In the last Congress, 43 Democratic senators co-sponsored legislation making D.C. a U.S. state. Four Democrats or independents who caucused with the Democrats did not join them—West Virginia’s Joe Manchin, Arizona’s Kyrsten Sinema, Alabama’s Doug Jones, and Maine’s Angus King. It didn’t mean they opposed Washington statehood, they just weren’t going to go on the record as a co-sponsor. They didn’t need to, the legislation was never going to get anywhere with Republicans in charge of the Senate and the White House.
Today, the picture has changed dramatically.
Democrats now have a pro-statehood president in the White House with Joe Biden. The Senate will be in Democratic hands, as soon as the two Democratic victories in Georgia are certified (within the next two weeks).
Doug Jones is gone, a victim of his state’s rabid conservatism. So that leaves two questions:
1. Will Democrats get rid of the filibuster? D.C. statehood isn’t getting 60 votes.
2. Would anyone in the Democratic caucus oppose statehood? Democrats couldn’t suffer any defections.
Starting with the second question first, West Virginia’s conservative Democratic senator shocked the political world by leaving the door open to D.C. and Puerto Rico statehood. Well, he might’ve shocked the political world if we weren’t in the middle of an insurrection, but it was still dramatic news. Speaking to Jake Tapper on CNN, Manchin said he was open to adding two states to the country.
Tapper: Statehood for Washington D.C.?
Manchin: I don’t know enough about that yet. I want to see the pros and cons, so I’m waiting to see all the facts. I’m open up to see everything.
Tapper: Statehood for Puerto Rico?
Manchin: Same thing.
While I couldn’t find anything concrete from Sinema or King, Manchin would likely be the hardest get. Sinema has been a political chameleon, morphing from a liberal state legislator to a conservative U.S. senator, doing what she needed to do to win her statewide race. However, the state is shifting rapidly. Remember, Joe Biden won it by adding 500,000 new Democratic votes compared to 2016—a 43% increase in just four years. Democrat Mark Kelly won the state’s second Senate seat on an unapologetically liberal platform. Sinema has room to maneuver.
As for King? The independent senator from Maine can be quirky, but would he really stand in the way of statehood as the deciding “no” vote?

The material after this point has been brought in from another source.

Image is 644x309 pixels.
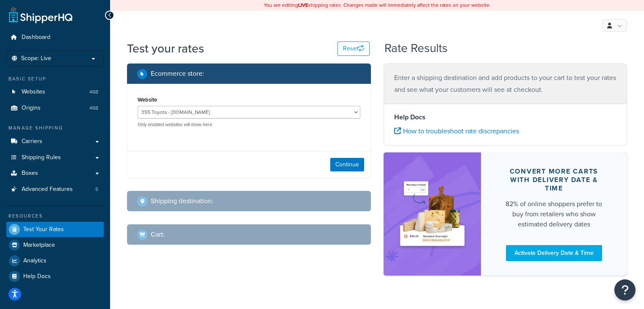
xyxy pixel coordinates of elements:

Meanwhile, on the Republican side, the chances of getting any “yes” votes are almost zero, but everyone’s eyes would be on Alaska’s Lisa Murkowski. Ideologically, she has a foot planted on the Democratic side, and while she recently claimed that she isn’t pondering a party change, politicians often change their minds (gasp!). She certainly laid the foundation by saying, “If the Republican Party has become nothing more than the party of Trump, I sincerely question whether this is the party for me.”
Spoiler alert—the Republican Party is nothing more than the party of Trump. And that party is gunning for her. Trump himself tweeted last year, “Few people know where they’ll be in two years from now, but I do, in the Great State of Alaska (which I love) campaigning against Senator Lisa Murkowski.”
In 2016, she lost the Republican primary and won the general election as a write-in independent—with Democratic votes. She won't even have to worry about primaries in 2022. Alaska changed its election system to a top-four runoff, meaning that the top four candidates, regardless of party, advance to the general election, further insulating her from electoral danger if she goes independent.
But consider that a long shot. If Manchin can be convinced, we would very likely have the necessary votes … but only if the filibuster is gone.
Manchin was very clear in that same interview with Jake Tapper that he was a “no” on eliminating the filibuster. However, it’s also clear that absolutely nothing will happen in the Senate without the end of the filibuster, and Biden himself will be anxious to see progress on his legislative agenda, and won’t want to see it dead in the Senate.
Still, we need 51 votes to get rid of the filibuster, and without Manchin, we’re stuck. So what then? Do we have to wait until 2022 and hope that Democrats don’t suffer the dreaded curse of a new president’s first midterm elections? (In short, the incumbent party almost always gets walloped.) Unfortunately, that may be the case. (And to be clear, Manchin isn’t the only Democrat to express reluctance at eliminating the filibuster.)
The irony, of course, is that Manchin would have more power in a filibuster-free Senate, than one in which he doesn’t get to play kingmaker on every single vote. Perhaps that, plus pressure from Biden and Senate Majority Leader Chuck Schumer might lead to a reassessment.
But all that said, Manchin’s openness to D.C. statehood (and Puerto Rico too, though that’s a whole different conversation) is noteworthy, and gets us one baby step closer to enfranchising hundreds of thousands of Americans, while also slightly correcting the Senate’s rank bias toward small, rural, and white states.